Imagine a poor, disheveled stranger coming up to you and saying, “I have found the one in whom and through whom all of God’s promises are being fulfilled. He is the one who can bring us true prosperity and peace.” Imagine being invited into a religious tradition whose spokespeople aren’t icons of prestige and power, of wealth and accomplishment, but of humility and simplicity. Imagine being invited by them to follow Jesus. We might as well invite people to join our church because it will cost them all their money, their freedom, their power, their reputation, their family, and even their own lives. What kind of strategy is that for growing a church? But isn’t that exactly what Jesus is calling us to do?
The coming of Jesus and the coming of God’s reign, which Jesus brings, represent the overthrowing of all institutions of earthly power. If the kingdom of God stands in stark opposition to the kingdoms of this world, how can we belong to God and God’s rule when we immerse ourselves in the ways of earthly power? How can we belong to the one who belongs to the poor when we ourselves want nothing to do with them? How can we invite others to receive the reign of God when we hold up earthly things like wealth and power as the symbols of ultimate value?
The servants of Jesus invite the world to receive the reign of God by becoming utterly vulnerable in the world’s eyes. Those who would go before Jesus and prepare others to welcome him must embody with their lives the reign of God which they proclaim with their mouths. Are we ready to do that? This vulnerability is not the same thing as passivity. We are not called to sit idly by and wait for God to come and sort everything out. That isn’t discipleship; it’s fatalism. Instead, we are called to believe with our whole hearts and minds and souls and bodies that in Jesus Christ God has revealed a fundamental and unbreakable truth that is more valuable than anything that the world could ever give us. And that truth is this: our fundamental value comes not from who we are or what we accomplish but only from God’s unconditional and sacrificial love which is given to the whole world.
When we believe that with our whole selves, we can afford to become vulnerable. In fact, when we belong to the one who establishes the reign of God by dying for the sake of the whole world, we cannot help but become vulnerable. That’s because, when we belong to Christ, we leave behind the fiction of defining ourselves according to the values of this world and begin to embody the values of God’s reign. And the world is eager to know that truth.
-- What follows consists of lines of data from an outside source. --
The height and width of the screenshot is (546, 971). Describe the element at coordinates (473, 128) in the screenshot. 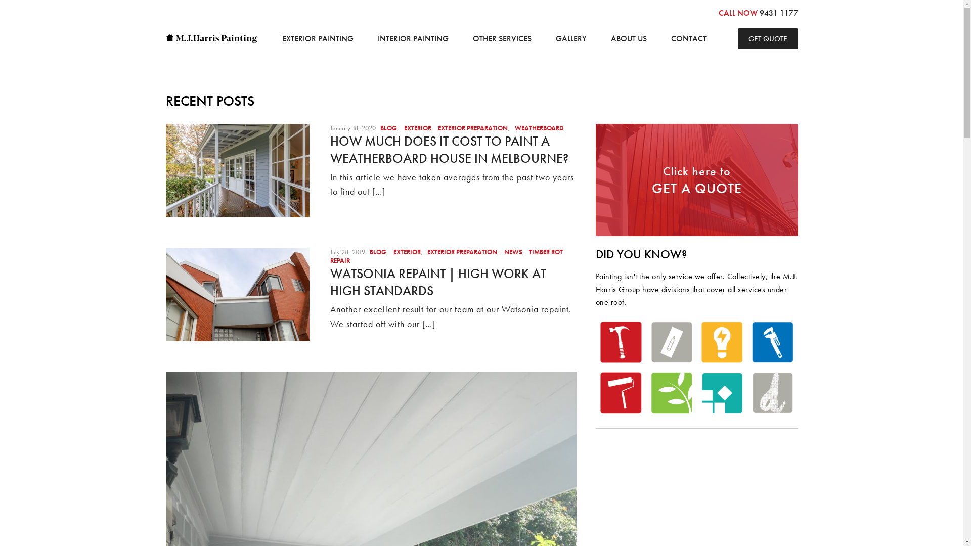

I see `EXTERIOR PREPARATION` at that location.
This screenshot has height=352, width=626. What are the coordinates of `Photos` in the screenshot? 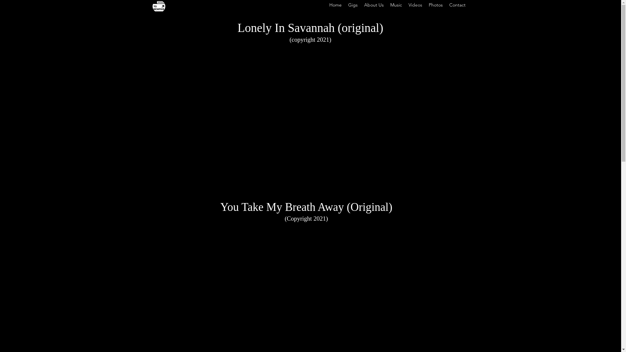 It's located at (436, 5).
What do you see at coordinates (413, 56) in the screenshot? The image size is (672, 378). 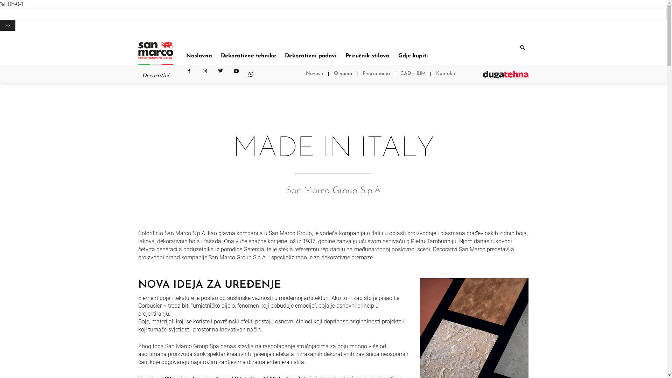 I see `Gdje kupiti` at bounding box center [413, 56].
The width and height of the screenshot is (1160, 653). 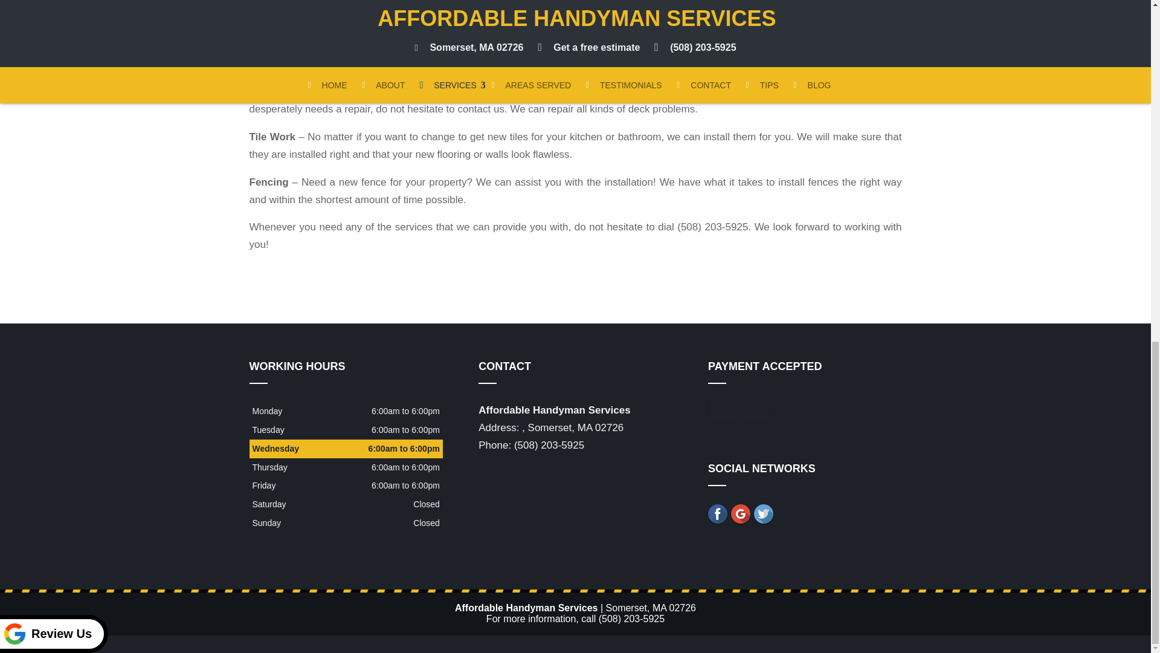 I want to click on twitter, so click(x=764, y=514).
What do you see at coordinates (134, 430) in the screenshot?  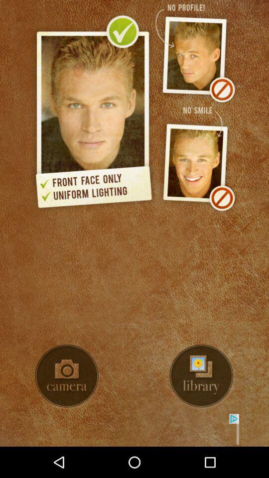 I see `tap item at the bottom` at bounding box center [134, 430].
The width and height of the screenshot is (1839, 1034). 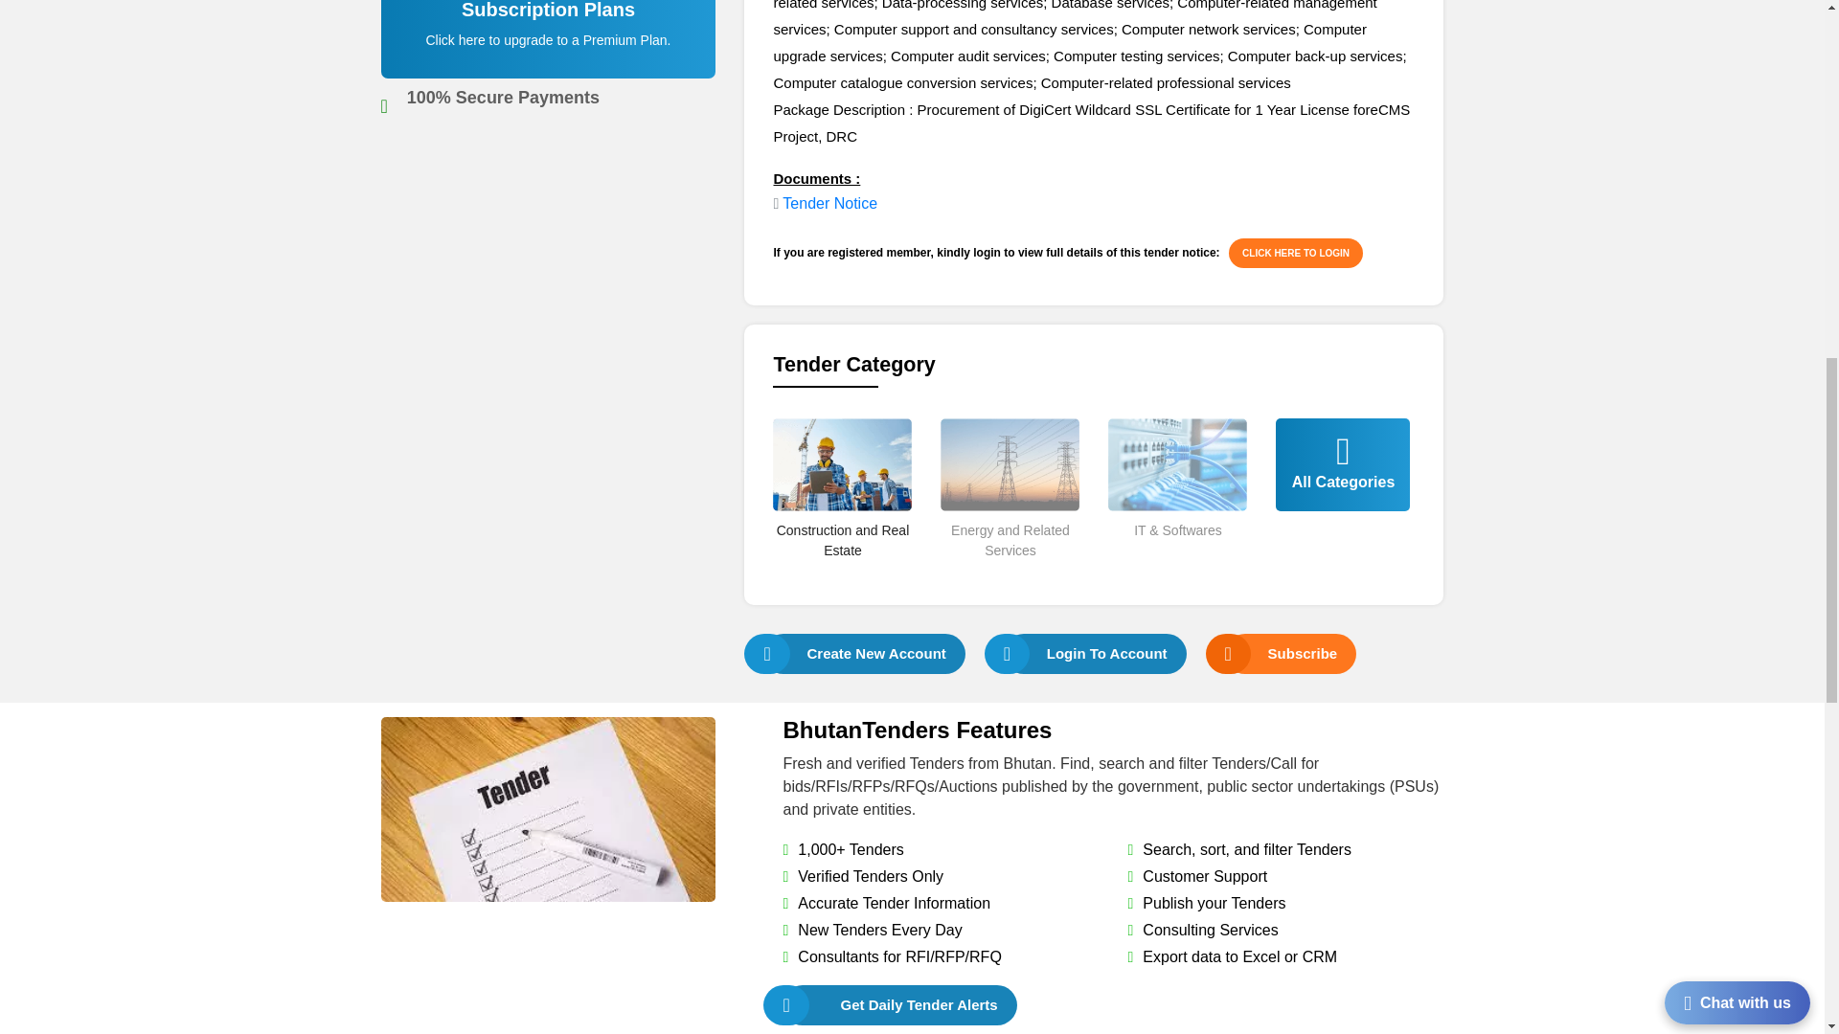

The vulnerability that comes from faith does not remove us from the world’s problems but always presses us deeper into them. It pushes us right into the midst of the ungodly circumstances in our society until God’s reign takes hold fully within them. By confronting the powers of this world with our allegiance to the reign of God, we become vessels through which that reign takes hold. That is how we invite others to prepare to receive Jesus, and that is why we have been commissioned by Christ to go ahead of him with nothing but the clothes on our backs and the good news of God’s love in our hearts.